Sean stood up and went to his own small personal pack. He took out the only spare shirt it contained and came back to where Job lay. He knelt beside him again. "Good-bye, my brother. It was a good road we traveled. I only wish we could have reached the end of it together," he said softly, and leaned forward and kissed Job's forehead. He did it so unaffectedly that it seemed completely natural and right.

Then with the clean shirt he wrapped Job's head, hiding the ghastly wound, and he picked him up in his arms and walked with him into the forest, cradling Job's head against his shoulder.

Matatu led him to an abandoned ant bear hole in the thorn forest nearby. It was the work of a few minutes to enlarge the entrance just enough to slide Job's body down into it. With Matatu assisting him, Sean turned him until he was facing east, his back to the evening star.

Before they covered the grave, Sean knelt beside it and took the fragmentation grenade from the pocket on his webbing. Matatu and Claudia watched as he cautiously rigged a booby trap with the grenade and a short length of bark twine. As he stood up, Claudia looked at him inquiringly, and he answered her shortly, "Grave robbers."

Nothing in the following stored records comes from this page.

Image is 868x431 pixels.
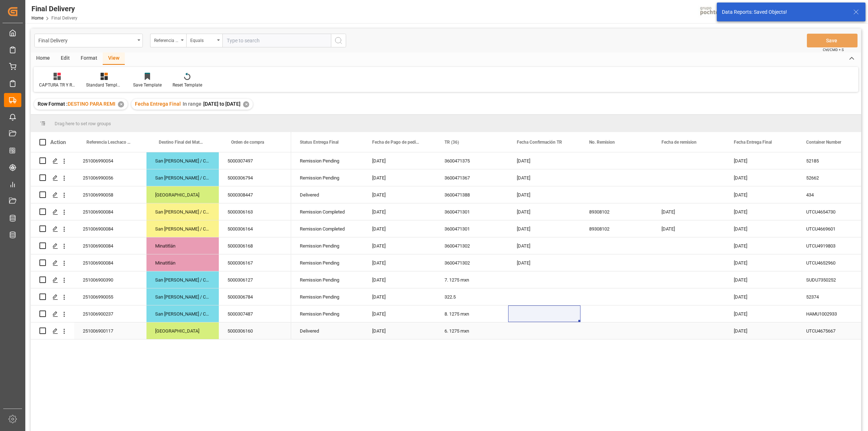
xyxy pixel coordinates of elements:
div: Referencia Leschaco (Impo) [154,35,179,44]
div: [DATE] [364,152,436,169]
div: San [PERSON_NAME] / CDMX [146,220,219,237]
div: 322.5 [436,288,508,305]
div: 5000306168 [219,237,291,254]
div: Remission Pending [291,152,364,169]
div: Remission Pending [291,288,364,305]
button: search button [331,34,346,48]
div: [DATE] [725,288,797,305]
div: 5000306164 [219,220,291,237]
div: 5000306794 [219,169,291,186]
div: Data Reports: Saved Objects! [722,8,846,16]
div: 6. 1275 mxn [436,322,508,339]
span: Fecha Confirmación TR [517,140,562,145]
div: [DATE] [508,237,581,254]
div: San [PERSON_NAME] / CDMX [146,169,219,186]
div: Press SPACE to select this row. [31,271,291,288]
span: Ctrl/CMD + S [823,47,844,53]
div: Remission Pending [291,254,364,271]
div: 3600471302 [436,237,508,254]
div: 8. 1275 mxn [436,305,508,322]
div: 3600471301 [436,220,508,237]
div: Minatitlán [146,254,219,271]
div: 89308102 [581,220,653,237]
div: Press SPACE to select this row. [31,203,291,220]
div: 5000306163 [219,203,291,220]
span: Fecha de remision [661,140,697,145]
div: 7. 1275 mxn [436,271,508,288]
div: Remission Pending [291,305,364,322]
div: [DATE] [364,288,436,305]
div: [DATE] [725,271,797,288]
div: 5000307487 [219,305,291,322]
span: Container Number [806,140,841,145]
span: TR (36) [444,140,459,145]
div: Delivered [291,322,364,339]
div: Remission Completed [291,220,364,237]
div: Standard Templates [86,82,122,88]
div: San [PERSON_NAME] / CDMX [146,203,219,220]
span: Fecha Entrega Final [135,101,181,106]
div: Reset Template [173,82,202,88]
div: Equals [190,35,215,44]
span: Fecha de Pago de pedimento [372,140,421,145]
div: [DATE] [508,203,581,220]
div: 3600471302 [436,254,508,271]
div: [DATE] [725,254,797,271]
div: Remission Completed [291,203,364,220]
div: 251006900084 [74,237,146,254]
div: 251006990054 [74,152,146,169]
div: 251006900117 [74,322,146,339]
div: 251006900390 [74,271,146,288]
div: [DATE] [364,254,436,271]
div: Edit [55,53,75,65]
div: Press SPACE to select this row. [31,288,291,305]
div: 251006990056 [74,169,146,186]
div: 5000306127 [219,271,291,288]
div: Minatitlán [146,237,219,254]
div: Remission Pending [291,169,364,186]
div: Format [75,53,103,65]
div: [DATE] [725,305,797,322]
div: Press SPACE to select this row. [31,186,291,203]
div: 5000307497 [219,152,291,169]
img: pochtecaImg.jpg_1689854062.jpg [698,6,734,18]
span: Status Entrega Final [300,140,338,145]
div: [DATE] [725,152,797,169]
span: Referencia Leschaco (Impo) [86,140,131,145]
div: 3600471375 [436,152,508,169]
div: [DATE] [508,220,581,237]
div: 5000306167 [219,254,291,271]
div: 3600471388 [436,186,508,203]
div: [DATE] [725,186,797,203]
div: Final Delivery [31,3,77,14]
div: Press SPACE to select this row. [31,305,291,322]
span: No. Remision [589,140,615,145]
span: [DATE] to [DATE] [203,101,240,106]
div: [DATE] [364,271,436,288]
div: [DATE] [725,220,797,237]
div: 251006990058 [74,186,146,203]
div: [DATE] [508,254,581,271]
div: San [PERSON_NAME] / CDMX [146,152,219,169]
div: San [PERSON_NAME] / CDMX [146,271,219,288]
div: [DATE] [725,203,797,220]
div: [DATE] [725,237,797,254]
div: 89308102 [581,203,653,220]
div: CAPTURA TR Y RETRASO CON ENTREGA Y SUCURSAL [39,82,75,88]
div: Press SPACE to select this row. [31,237,291,254]
div: Delivered [291,186,364,203]
div: Press SPACE to select this row. [31,152,291,169]
div: [DATE] [364,203,436,220]
div: [DATE] [508,152,581,169]
div: 5000308447 [219,186,291,203]
div: Press SPACE to select this row. [31,322,291,339]
span: In range [183,101,201,106]
div: San [PERSON_NAME] / CDMX [146,305,219,322]
div: [DATE] [653,203,725,220]
div: 251006900084 [74,220,146,237]
div: [GEOGRAPHIC_DATA] [146,322,219,339]
div: [GEOGRAPHIC_DATA] [146,186,219,203]
div: San [PERSON_NAME] / CDMX [146,288,219,305]
div: Home [31,53,55,65]
span: Fecha Entrega Final [734,140,772,145]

Matatu helped him pack stones around Job's shoulders to hold him in a sitting position. Then with larger boulders they covered him completely, building a calm over his grave that would keep the hyenas out. When it was done, Sean did not linger. He had said his farewell.

He walked away without looking back, and after a few moments Claudia followed him.

Despite her sorrow, in some strange way she felt privileged and sanctified by what she had witnessed. Her respect and love for Sean had been reinforced a hundredfold by the emotions he had displayed at the loss of his friend. She felt his tears had proved his strength rather than betrayed his weakness, and the rare demonstration of love had only pointed up his manhood. From this terrible tragedy she had learned more about Sean than she might otherwise have done in a lifetime.